Home WebMail Friday, November 1, 2024, 12:36 PM | Calgary | -4.1°C | Regions Advertise Login | Our platform is in maintenance mode. Some URLs may not be available. |
Posted: 2020-08-11T13:02:56Z | Updated: 2020-08-11T14:00:34Z

Ahead of Interior Secretary David Bernhardts Senate confirmation hearing in March 2019, political appointees blocked the public release of documents about the nominee, the agencys internal watchdog concluded.

The finding, detailed in a seven-page report due out Tuesday, comes approximately a year after Interiors Office of Inspector General began investigating the departments controversial Freedom of Information Act policy, which gives political appointees the ability to review public information requests prior to their release, and in some cases withhold material altogether.

Sen. Ron Wyden (D-Ore.) and Rep. Ral M. Grijalva (D-Ariz.), who last year made separate requests for the inspector general to expand the probe into Interiors so-called awareness review policy, slammed the department in a joint statement Tuesday.

They accused Trump administration officials of having orchestrated a coverup to protect Secretary Bernhardt during his confirmation and renewed a demand that the Department of Justice open a criminal investigation into whether Daniel Jorjani, the Interior Department solicitor, perjured himself when questioned about the FOIA policy during his May confirmation hearing before the Senate Energy and Natural Resources Committee.

Not since the Teapot Dome scandal have we seen a more corrupt Interior Department, said Wyden and Grijalva, referring to an early 1920s scandal involving secret oil leases in Wyoming. Political appointees at the agency have put their ideologically-based personal interests over the interests of the American people, violating the public trust upon which the Department of the Interior is based.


(Exercise details): Bring together copies of the lines in the data below that contain the word "this".

(Data records):

******

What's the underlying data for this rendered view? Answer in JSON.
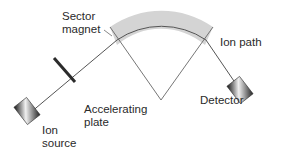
{
  "diagram": {
    "type": "mass-spectrometer",
    "labels": {
      "sector_magnet": [
        "Sector",
        "magnet"
      ],
      "ion_path": "Ion path",
      "accelerating_plate": [
        "Accelerating",
        "plate"
      ],
      "detector": "Detector",
      "ion_source": [
        "Ion",
        "source"
      ]
    },
    "colors": {
      "magnet_fill": "#d4d4d4",
      "line": "#555555",
      "plate": "#2b2b2b",
      "text": "#2a2a2a"
    }
  }
}
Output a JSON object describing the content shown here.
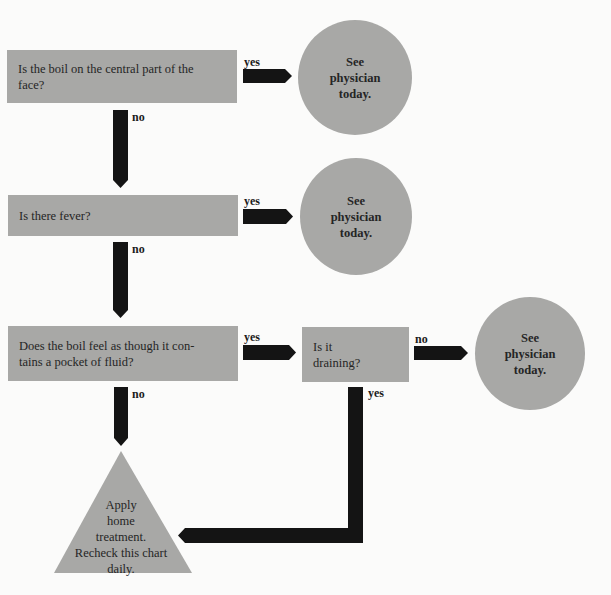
{
  "colors": {
    "node_fill": "#a8a8a6",
    "arrow": "#141414",
    "background": "#fbfbfa",
    "text": "#252525"
  },
  "questions": [
    {
      "id": "q1",
      "text": "Is the boil on the central part of the face?"
    },
    {
      "id": "q2",
      "text": "Is there fever?"
    },
    {
      "id": "q3",
      "text": "Does the boil feel as though it con-tains a pocket of fluid?",
      "line1": "Does the boil feel as though it con-",
      "line2": "tains a pocket of fluid?"
    },
    {
      "id": "q4",
      "text": "Is it draining?",
      "line1": "Is it",
      "line2": "draining?"
    }
  ],
  "outcomes": [
    {
      "id": "o1",
      "shape": "circle",
      "text": "See physician today."
    },
    {
      "id": "o2",
      "shape": "circle",
      "text": "See physician today."
    },
    {
      "id": "o3",
      "shape": "circle",
      "text": "See physician today."
    },
    {
      "id": "o4",
      "shape": "triangle",
      "line1": "Apply",
      "line2": "home",
      "line3": "treatment.",
      "line4": "Recheck this chart",
      "line5": "daily."
    }
  ],
  "edges": [
    {
      "from": "q1",
      "to": "o1",
      "label": "yes"
    },
    {
      "from": "q1",
      "to": "q2",
      "label": "no"
    },
    {
      "from": "q2",
      "to": "o2",
      "label": "yes"
    },
    {
      "from": "q2",
      "to": "q3",
      "label": "no"
    },
    {
      "from": "q3",
      "to": "q4",
      "label": "yes"
    },
    {
      "from": "q3",
      "to": "o4",
      "label": "no"
    },
    {
      "from": "q4",
      "to": "o3",
      "label": "no"
    },
    {
      "from": "q4",
      "to": "o4",
      "label": "yes"
    }
  ]
}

******

(Answer section):
What's the underlying data for this rendered view? Answer in JSON.
      "line4": "Recheck this chart",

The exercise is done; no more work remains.